The kid stared at the thin arrow and the fat arrow for a long moment. His hands went quiet. "So it's not... ending. It's just crowded in one spot."

"Crowded, not ending," Round said. "Balance can shift back. It's already trying."

05 Closing
Round beat 5 of 5

Later, when the workshop was empty, he came back one more time. Quieter now, at the door.

"When it's this big," he said, "and you can't see it getting better... how do you keep from feeling like it's hopeless?"

Round thought about the dry riverbed, and the ice in her chest, and the heavy grey clouds her grandmother had pointed to.

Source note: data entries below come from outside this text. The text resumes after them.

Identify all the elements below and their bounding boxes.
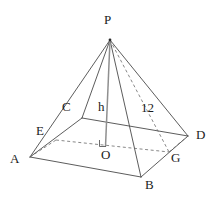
- apex-point-dot: [109, 39, 112, 42]
- edge-P-C: [82, 40, 110, 118]
- edge-P-B: [110, 40, 141, 177]
- measure-label-height-h: h: [98, 100, 105, 113]
- edge-B-D: [141, 136, 188, 177]
- pyramid-figure: [0, 0, 219, 200]
- measure-label-slant-12: 12: [141, 101, 154, 114]
- edge-A-B: [30, 157, 141, 177]
- vertex-label-E: E: [36, 124, 44, 137]
- edge-P-G-hidden: [110, 40, 169, 152]
- edge-C-D: [82, 118, 188, 136]
- vertex-label-C: C: [62, 100, 71, 113]
- vertex-label-D: D: [196, 128, 205, 141]
- vertex-label-G: G: [171, 151, 180, 164]
- edge-E-G-hidden: [56, 140, 169, 152]
- vertex-label-A: A: [10, 152, 19, 165]
- diagram-canvas: P A B D G E C O h 12: [0, 0, 219, 200]
- height-line-P-O: [106, 40, 111, 147]
- edge-P-D: [110, 40, 188, 136]
- vertex-label-B: B: [145, 178, 154, 191]
- vertex-label-P: P: [104, 13, 111, 26]
- vertex-label-O: O: [101, 148, 110, 161]
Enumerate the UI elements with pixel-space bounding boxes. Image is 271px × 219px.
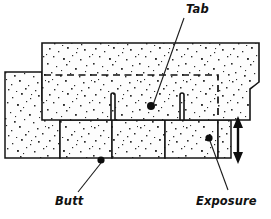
lower-course-tab-2 — [112, 120, 165, 158]
exposure-dimension-arrow — [233, 116, 243, 164]
diagram-canvas — [0, 0, 271, 219]
label-exposure: Exposure — [196, 196, 257, 208]
label-tab: Tab — [186, 4, 209, 16]
shingle-diagram: Tab Butt Exposure — [0, 0, 271, 219]
lower-course-right-sliver — [218, 120, 231, 158]
exposure-leader-dot — [205, 134, 212, 141]
butt-leader-dot — [97, 156, 104, 163]
tab-leader-dot — [147, 102, 155, 110]
butt-leader-line — [78, 163, 101, 192]
arrow-head-down — [233, 152, 243, 164]
label-butt: Butt — [55, 196, 83, 208]
lower-course-tab-1 — [60, 120, 112, 158]
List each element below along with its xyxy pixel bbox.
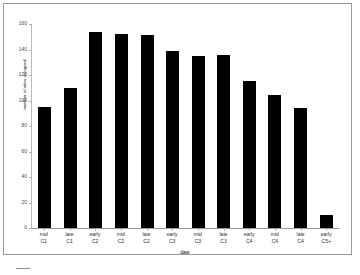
x-tick: midC3: [185, 231, 211, 246]
x-tick-mark: [249, 228, 250, 231]
x-tick-label-line1: late: [57, 231, 83, 238]
x-tick-label-line2: C4: [288, 238, 314, 245]
x-tick-label-line1: late: [134, 231, 160, 238]
x-axis-title: date: [31, 250, 339, 255]
x-tick-label-line1: early: [313, 231, 339, 238]
bar-slot: [313, 24, 339, 228]
x-tick-mark: [147, 228, 148, 231]
x-tick-label-line2: C1: [57, 238, 83, 245]
x-tick-mark: [70, 228, 71, 231]
y-tick-label: 20: [21, 199, 27, 205]
x-tick: lateC2: [134, 231, 160, 246]
bar[interactable]: [243, 81, 256, 228]
bar-slot: [288, 24, 314, 228]
x-tick-label-line2: C2: [108, 238, 134, 245]
x-tick-label-line1: early: [82, 231, 108, 238]
footer-rule: [16, 268, 30, 269]
bar-slot: [32, 24, 58, 228]
x-tick-label-line1: early: [236, 231, 262, 238]
x-tick-label-line2: C1: [31, 238, 57, 245]
bar[interactable]: [166, 51, 179, 228]
x-tick-label-line1: mid: [262, 231, 288, 238]
x-tick-label-line2: C3: [159, 238, 185, 245]
x-tick: midC4: [262, 231, 288, 246]
y-tick-label: 140: [19, 46, 27, 52]
y-tick-label: 100: [19, 97, 27, 103]
bar[interactable]: [294, 108, 307, 228]
bar-slot: [134, 24, 160, 228]
x-tick-mark: [224, 228, 225, 231]
x-tick-mark: [95, 228, 96, 231]
y-tick-label: 120: [19, 71, 27, 77]
bar-slot: [211, 24, 237, 228]
y-tick-label: 60: [21, 148, 27, 154]
x-tick: earlyC4: [236, 231, 262, 246]
y-tick-label: 40: [21, 173, 27, 179]
x-tick-label-line2: C2: [82, 238, 108, 245]
bar[interactable]: [89, 32, 102, 228]
x-tick-mark: [301, 228, 302, 231]
x-tick-label-line1: mid: [108, 231, 134, 238]
x-tick: lateC3: [211, 231, 237, 246]
bar[interactable]: [141, 35, 154, 228]
bar-slot: [109, 24, 135, 228]
y-tick-label: 0: [24, 224, 27, 230]
bar-slot: [237, 24, 263, 228]
x-tick: midC1: [31, 231, 57, 246]
bar[interactable]: [64, 88, 77, 228]
y-tick-label: 160: [19, 20, 27, 26]
y-tick-mark: [29, 228, 32, 229]
bar-slot: [262, 24, 288, 228]
bar-series: [32, 24, 339, 228]
x-tick-mark: [172, 228, 173, 231]
x-tick: lateC1: [57, 231, 83, 246]
x-tick-label-line2: C4: [236, 238, 262, 245]
bar-slot: [160, 24, 186, 228]
x-tick-label-line2: C3: [185, 238, 211, 245]
x-tick-label-line1: mid: [185, 231, 211, 238]
x-tick-label-line2: C5+: [313, 238, 339, 245]
x-tick: earlyC3: [159, 231, 185, 246]
x-tick: earlyC5+: [313, 231, 339, 246]
x-tick: lateC4: [288, 231, 314, 246]
x-tick-label-line1: mid: [31, 231, 57, 238]
bar[interactable]: [268, 95, 281, 228]
bar[interactable]: [192, 56, 205, 228]
x-tick-label-line2: C3: [211, 238, 237, 245]
plot-area: 020406080100120140160: [31, 24, 339, 229]
bar[interactable]: [38, 107, 51, 228]
bar[interactable]: [320, 215, 333, 228]
bar[interactable]: [115, 34, 128, 228]
x-tick-mark: [275, 228, 276, 231]
x-tick-label-line1: late: [211, 231, 237, 238]
x-tick-mark: [121, 228, 122, 231]
x-tick-label-line2: C4: [262, 238, 288, 245]
y-tick-label: 80: [21, 122, 27, 128]
x-tick-label-line1: late: [288, 231, 314, 238]
x-tick-label-line2: C2: [134, 238, 160, 245]
x-tick-mark: [44, 228, 45, 231]
bar-slot: [185, 24, 211, 228]
chart-canvas: number of sites occupied 020406080100120…: [4, 4, 351, 254]
x-tick-mark: [198, 228, 199, 231]
x-tick: earlyC2: [82, 231, 108, 246]
x-tick: midC2: [108, 231, 134, 246]
bar-slot: [83, 24, 109, 228]
x-tick-mark: [326, 228, 327, 231]
bar-slot: [58, 24, 84, 228]
x-tick-label-line1: early: [159, 231, 185, 238]
bar[interactable]: [217, 55, 230, 228]
chart-frame: number of sites occupied 020406080100120…: [3, 3, 352, 255]
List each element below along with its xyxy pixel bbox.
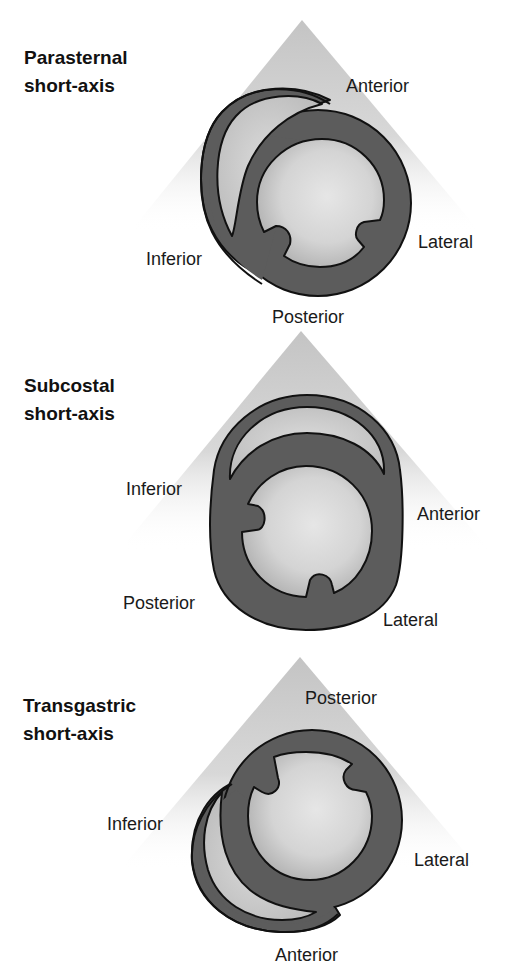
panel-title-line1: Parasternal xyxy=(24,47,128,68)
panel-title-line2: short-axis xyxy=(24,75,115,96)
panel-transgastric-short-axis: Transgastric short-axis Posterior Inferi… xyxy=(23,657,480,965)
panel-title-line1: Transgastric xyxy=(23,695,136,716)
panel-title-line2: short-axis xyxy=(23,723,114,744)
label-anterior: Anterior xyxy=(275,945,338,965)
label-inferior: Inferior xyxy=(107,814,163,834)
label-posterior: Posterior xyxy=(305,688,377,708)
panel-parasternal-short-axis: Parasternal short-axis Anterior Lateral … xyxy=(24,20,480,327)
left-ventricle-cavity xyxy=(242,466,372,597)
label-lateral: Lateral xyxy=(414,850,469,870)
panel-subcostal-short-axis: Subcostal short-axis Inferior Anterior P… xyxy=(24,331,490,630)
label-posterior: Posterior xyxy=(272,307,344,327)
panel-title-line1: Subcostal xyxy=(24,375,115,396)
heart-cross-section xyxy=(210,395,402,630)
short-axis-views-figure: Parasternal short-axis Anterior Lateral … xyxy=(0,0,519,974)
label-anterior: Anterior xyxy=(346,76,409,96)
panel-title-line2: short-axis xyxy=(24,403,115,424)
label-lateral: Lateral xyxy=(418,232,473,252)
label-anterior: Anterior xyxy=(417,504,480,524)
label-inferior: Inferior xyxy=(146,249,202,269)
label-posterior: Posterior xyxy=(123,593,195,613)
label-inferior: Inferior xyxy=(126,479,182,499)
label-lateral: Lateral xyxy=(383,610,438,630)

"I look for the loop," she said. "When something feels like it's leaking away forever, I remind myself it's almost never gone — it's just moved somewhere I can't see yet. The water that dried up is a cloud. The carbon we can't pull down today, the trees are working on. Nothing in a loop is ever really lost. It's just taking the long way around." She looked out the window toward her river bend, where the water always came back. "That's not me pretending everything's fine. It's me remembering that things move. And when they move, they can be guided. That feeling — the one where your chest unclenches because there's one real thing you can actually do — that's the truest feeling I know. Hold onto that one. It carries."

The kid breathed out, slow, and Round watched his shoulders come down from around his ears — the same way, years ago, hers had, sitting in the mud beside her grandmother.

He didn't say anything else. He didn't need to. He just stood there a moment longer, easy now, watching a cloud drift past the window on its long way back to the river.

The ClimateQuest ensemble

Round is part of ClimateQuest's distributed-narrative cast. Each character embodies a different curricular primitive; together they teach the full subject.